The number of vacant houses available has fallen dramatically. And that’s an incentive for companies like Lennar to start building again.

Brad Hunter is chief economist with Metrostudy, a housing-market research company.

“Now inventories are actually quite tight in about a third of the markets around the country,” says Hunter.

Lennar is known for selling homes that come fully stocked with furniture and appliances. A strategy that Hunter says has “been very successful for them.”

He also credits the foresight of Lennar executives who have a long-standing policy of snapping up properties at times when other real estate companies retreat.

“They’re one of the few builders that really went long on land,” says Hunter. “And they bought land throughout the whole downturn.”

That strategy could pay-off now that the housing market is again showing signs of life.

“Demand is improving tremendously. Overall, in a lot of markets, the total volume is still low, but the projects that are there are doing well,” says Hunter. “Some of the markets that got hammered are coming back really strongly. Phoenix is one example. Naples/Fort Myers is another example; South-east Florida, even the California markets are enjoying a rebound.”

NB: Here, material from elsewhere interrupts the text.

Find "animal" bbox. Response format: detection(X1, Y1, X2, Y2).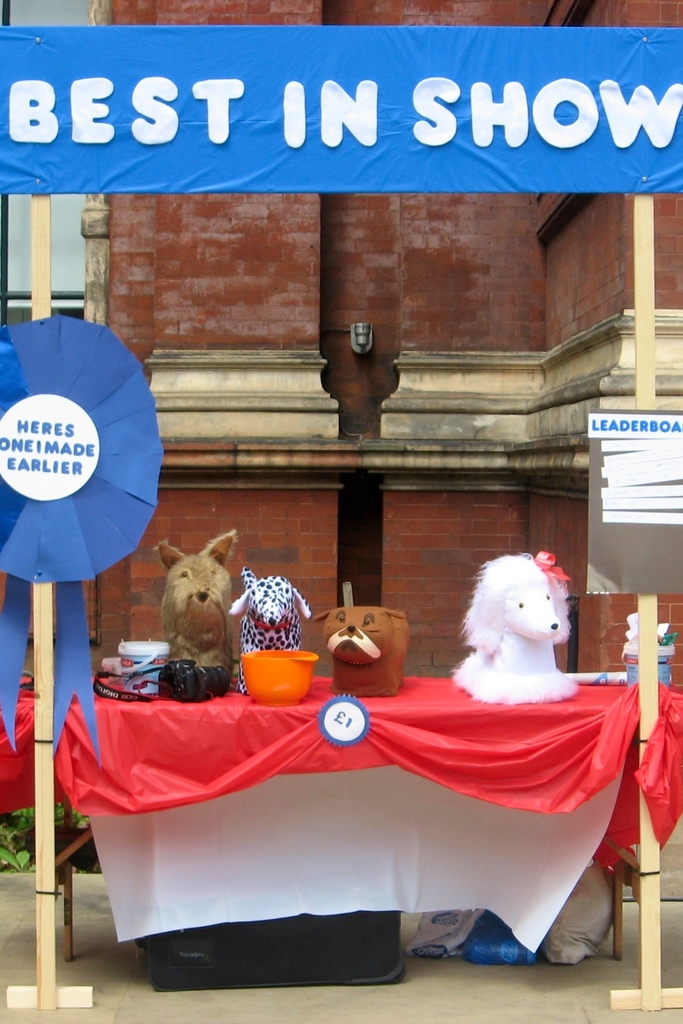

Demand is up for a variety of reasons.

“We have very low mortgage rates. We have good affordable house prices. And they seem to be rebounding, so that fear of buying a home and seeing it fall in value has disappeared. And we have a lot of pent-up demand,” says David Crowe, chief economist with the National Association of Homebuilders. “We have people who have been waiting for two or three or more years to see those market conditions improve, and now they’re taking advantage of that.”

But there is a catch.

“While people can get mortgages and mortgages are very affordable, the underwriting standards — the requirements to get a mortgage — remain tighter than they need to be,” says Crowe.

In contrast to the loose standards during the booming housing market, Crowe says bankers over-corrected in the wake of the Great Recession.

The same thing applies to housing appraisals.

“They now are extremely difficult and now often result in a failed sale because the appraisal doesn’t meet the price that the buyer and the seller have agreed to,” says Crowe.